Sparrows ditch traditional song in favour of new tune in ‘unprecedented’ collective change
Songbirds passing on new melody to others during winter migration, learns study which fitted them with geolocators in ‘tiny backpacks’
A new musical craze is sweeping across Canada, banishing traditional styles of song to the past.
A once-niche tune previously heard only among west-coast hipsters is now being blasted out the across the country – by sparrows.
In study spanning two decades, scientists have tracked how a rare melody sung by a few white-throated sparrows in British Columbia “went viral” across Canada. The tune, which ditched the sparrows’ usual three-note ending in favour of a unique two-note variant, has spread 2,000 miles across the country – wiping out the bird’s traditional song in the process.
“As far as we know, it’s unprecedented,” said senior author Ken Otter, a biology professor at the University of Northern British Columbia. “We don’t know of any other study that has ever seen this sort of spread through cultural evolution of a song type.”
While many birds are known to change their songs over time, these evolutions tend to stay in local populations and become regional dialects rather than being adopted by the whole species.
In the 1960s, white-throated sparrows across Canada whistled a song that ended in a repeated three-note triplet. But by the time Prof Otter moved to the country’s west coast in the late 1990s, the new two-note ending had gained traction among local the local sparrow population.
“When I first moved to Prince George in British Columbia, they were singing something atypical from what was the classic white-throated sparrow song across all of eastern Canada,” he said.
Over the course of 40 years, the song variant ending in two notes became universal west of the Rocky Mountains.

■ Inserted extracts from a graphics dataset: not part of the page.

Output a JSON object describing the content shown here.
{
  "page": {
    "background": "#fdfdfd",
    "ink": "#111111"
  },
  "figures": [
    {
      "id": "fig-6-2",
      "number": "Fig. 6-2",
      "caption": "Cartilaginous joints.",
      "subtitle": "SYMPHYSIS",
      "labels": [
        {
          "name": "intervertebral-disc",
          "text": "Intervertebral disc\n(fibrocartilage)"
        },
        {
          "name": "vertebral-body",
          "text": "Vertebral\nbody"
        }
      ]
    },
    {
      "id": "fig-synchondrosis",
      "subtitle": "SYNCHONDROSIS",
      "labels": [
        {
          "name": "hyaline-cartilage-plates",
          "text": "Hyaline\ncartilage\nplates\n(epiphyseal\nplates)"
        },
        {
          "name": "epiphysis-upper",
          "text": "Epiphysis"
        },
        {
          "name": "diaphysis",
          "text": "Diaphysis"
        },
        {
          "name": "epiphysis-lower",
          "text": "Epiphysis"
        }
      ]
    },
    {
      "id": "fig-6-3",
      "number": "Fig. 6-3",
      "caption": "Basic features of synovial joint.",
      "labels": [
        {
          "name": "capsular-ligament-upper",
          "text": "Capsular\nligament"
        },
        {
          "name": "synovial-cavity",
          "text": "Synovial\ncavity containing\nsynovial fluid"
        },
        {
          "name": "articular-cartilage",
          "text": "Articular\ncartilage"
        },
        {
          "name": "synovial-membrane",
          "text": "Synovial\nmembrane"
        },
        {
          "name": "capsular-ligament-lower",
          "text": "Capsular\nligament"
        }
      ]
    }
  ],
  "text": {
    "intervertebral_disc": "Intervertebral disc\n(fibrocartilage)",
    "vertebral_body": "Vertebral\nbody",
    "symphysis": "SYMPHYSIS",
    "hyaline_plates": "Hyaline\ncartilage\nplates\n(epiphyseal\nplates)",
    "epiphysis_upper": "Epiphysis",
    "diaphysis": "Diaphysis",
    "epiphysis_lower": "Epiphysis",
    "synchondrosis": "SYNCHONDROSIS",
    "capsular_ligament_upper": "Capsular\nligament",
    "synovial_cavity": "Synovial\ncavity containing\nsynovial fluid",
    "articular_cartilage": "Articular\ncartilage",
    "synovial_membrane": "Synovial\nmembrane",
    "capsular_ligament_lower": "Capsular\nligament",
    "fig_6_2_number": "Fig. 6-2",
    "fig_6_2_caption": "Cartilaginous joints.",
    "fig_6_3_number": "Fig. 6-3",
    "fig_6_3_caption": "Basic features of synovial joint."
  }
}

But its popularity did not stop there.
To track the spread of the tune, Prof Otter and his team analysed recordings uploaded to online databases by a network of citizen scientist birders across North America.
“Originally, we measured the dialect boundaries in 2004 and it stopped about halfway through Alberta,” the biologist said. “By 2014, every bird we recorded in Alberta was singing this western dialect, and we started to see it appearing in populations as far away as Ontario, which is 3,000 kilometres from us.”
The study, published in the journal Current Biology, found the new song was completely replacing the historic triple-note ending that had persisted for many decades – a shift in behaviour almost unheard of in male songbirds.
The researchers established the sparrows’ winter migration was key to the the rapid spread of the two-note ending.
Prof Otter said: “We know that birds sing on the wintering grounds, so juvenile males may be able to pick up new song types if they overwinter with birds from other dialect areas. This would allow males to learn new song types in the winter and take them to new locations when they return to breeding grounds, helping explain how the song type could spread.”
The test this theory, the team harnessed sparrows with geolocators in “tiny backpacks” to see if western birds who knew the new song might spend the winter with eastern populations that would later adopt it. They were right: the location data showed eastern and western birds were mingling in the US states of Texas, Oklahoma, Arkansas, and Kansas.
What is less clear is why the new song was adapted so readily across the sparrow populations. Prof Otter’s team believe female sparrows' adventurous musical taste may have motivated the males to try out a new number.
“In many previous studies, the females tend to prefer whatever the local song type is,” he said. “But in white-throated sparrows, we might find a situation in which the females actually like songs that aren’t typical in their environment. If that’s the case, there’s a big advantage to any male who can sing a new song type.”
But, like many musical trends, the popularity of new melody may be short-lived. Another new song has appeared in a western sparrow population and is spreading in a similar way to the two-note ending. While the help of citizen scientists, Prof Otter and his team will be watching – and listening – to see how it evolves.